Gautam was like a brother. A special one. He was in a category by himself. There were times when we had not talked for weeks, but I would feel his presence so intensely, that I knew he was in town or that I would hear from him. It was Gautam who made me aware of what I now refer to as the witch in me. With us every subject was open. We knew when the other was happy, depressed, confused, had relationship troubles. You name it. Our twenties were difficult times of trying to find ourselves and figure our which path to
take. In all this, we knew we could count on each other to be completely real, even if it sometimes hurt.

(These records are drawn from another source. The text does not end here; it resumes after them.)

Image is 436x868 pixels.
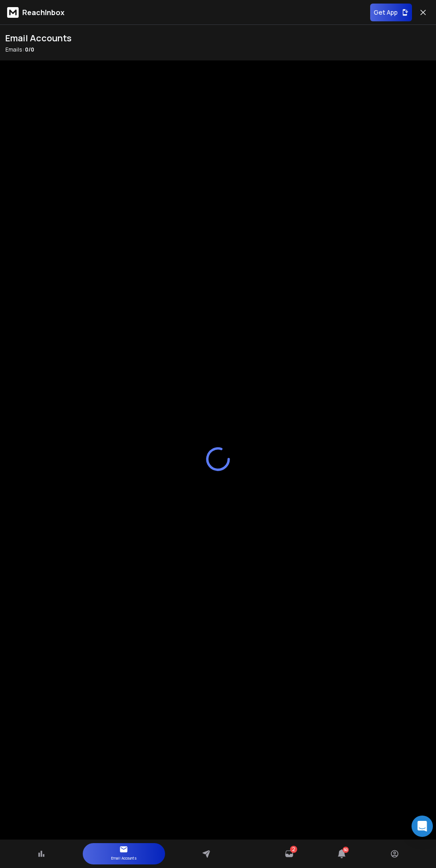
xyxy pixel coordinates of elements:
[370,3,412,22] button: Get App
[285,849,294,858] a: 2
[411,815,433,837] div: Open Intercom Messenger
[292,846,295,853] span: 2
[111,853,137,862] p: Email Accounts
[342,846,349,853] span: 50
[6,32,72,44] h1: Email Accounts
[22,7,65,18] p: ReachInbox
[6,46,72,53] p: Emails :
[25,46,34,53] span: 0 / 0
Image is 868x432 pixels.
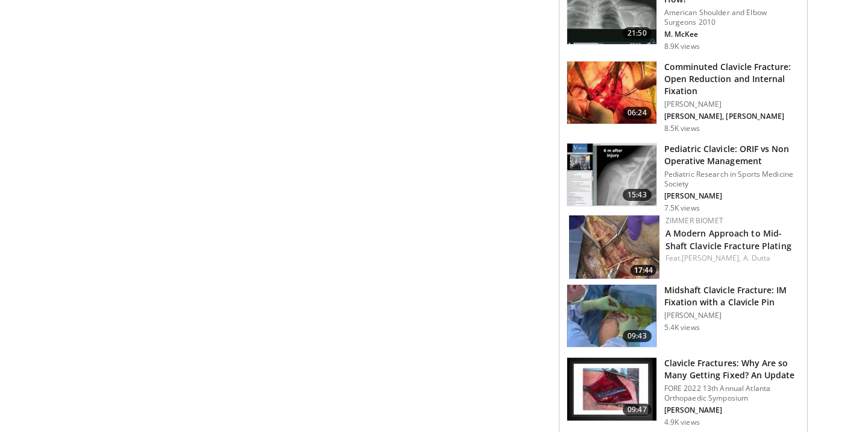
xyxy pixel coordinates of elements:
span: 17:44 [630,265,656,276]
a: 15:43 Pediatric Clavicle: ORIF vs Non Operative Management Pediatric Research in Sports Medicine ... [567,143,800,213]
p: 8.5K views [664,123,700,133]
a: 06:24 Comminuted Clavicle Fracture: Open Reduction and Internal Fixation [PERSON_NAME] [PERSON_NA... [567,61,800,133]
p: [PERSON_NAME] [664,191,800,201]
p: FORE 2022 13th Annual Atlanta Orthopaedic Symposium [664,384,800,403]
p: [PERSON_NAME] [664,405,800,415]
img: 4d92b7a2-9c70-4f15-bf77-bccc1bc70d60.150x105_q85_crop-smart_upscale.jpg [567,357,656,420]
span: 09:43 [623,330,651,342]
h3: Pediatric Clavicle: ORIF vs Non Operative Management [664,143,800,167]
p: [PERSON_NAME], [PERSON_NAME] [664,112,800,122]
span: 09:47 [623,403,651,415]
h3: Midshaft Clavicle Fracture: IM Fixation with a Clavicle Pin [664,284,800,308]
span: 21:50 [623,27,651,39]
p: [PERSON_NAME] [664,310,800,320]
p: [PERSON_NAME] [664,100,800,109]
span: 15:43 [623,189,651,201]
p: 8.9K views [664,42,700,51]
img: ecf5fae5-b7d9-4222-9996-fcff43eab613.150x105_q85_crop-smart_upscale.jpg [567,285,656,347]
p: 5.4K views [664,323,700,332]
p: M. McKee [664,30,800,39]
h3: Comminuted Clavicle Fracture: Open Reduction and Internal Fixation [664,61,800,97]
p: 7.5K views [664,203,700,213]
img: c2742957-4508-4364-b8c1-677a2c49b671.150x105_q85_crop-smart_upscale.jpg [567,62,656,124]
span: 06:24 [623,107,651,119]
img: d4995f1d-be65-4124-82a0-555287096bb6.150x105_q85_crop-smart_upscale.jpg [567,143,656,206]
a: A Modern Approach to Mid-Shaft Clavicle Fracture Plating [665,228,792,251]
a: 17:44 [569,215,659,278]
a: [PERSON_NAME], [682,253,741,263]
div: Feat. [665,253,797,264]
a: 09:43 Midshaft Clavicle Fracture: IM Fixation with a Clavicle Pin [PERSON_NAME] 5.4K views [567,284,800,348]
a: 09:47 Clavicle Fractures: Why Are so Many Getting Fixed? An Update FORE 2022 13th Annual Atlanta ... [567,357,800,427]
p: American Shoulder and Elbow Surgeons 2010 [664,8,800,27]
img: 703705b4-a6ed-4988-bec7-9b6fee7ee6b3.150x105_q85_crop-smart_upscale.jpg [569,215,659,278]
p: 4.9K views [664,417,700,427]
p: Pediatric Research in Sports Medicine Society [664,170,800,189]
a: A. Dutta [743,253,771,263]
a: Zimmer Biomet [665,215,723,226]
h3: Clavicle Fractures: Why Are so Many Getting Fixed? An Update [664,357,800,381]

We are celebrating Gautam’s life. In continuing with the honesty of our friendship, I cannot help but share with his spirit that I wish the last eighteen months had been different. Soon after I had my second child, sleep deprived and grumpy, we spoke briefly. Before I knew it, consumed with being
a new mother, almost a year had passed, and we had not spoken. Gautam was one of the first people I talked to when my first baby died, and I remember how safe I felt sharing with him, all that I had gone through, how painful it was. He listened, did not offer any platitudes and gave me great comfort. Gautam, you have taught me so much.

My own child four years ago. Having experienced the death of a child, having a living child now, being a mother myself, I ache for his mother and his father … his sisters. I can appreciate the depth of their pain. Even as we celebrate Gautam’s life, the joy he brought to so many of us, his passion, his intensity, his zest for life, everything about him … in celebration who he was, I am also trying to accept that he is no more. I will miss you Gautam Sundaram, but I also know that you are with me, with us, always.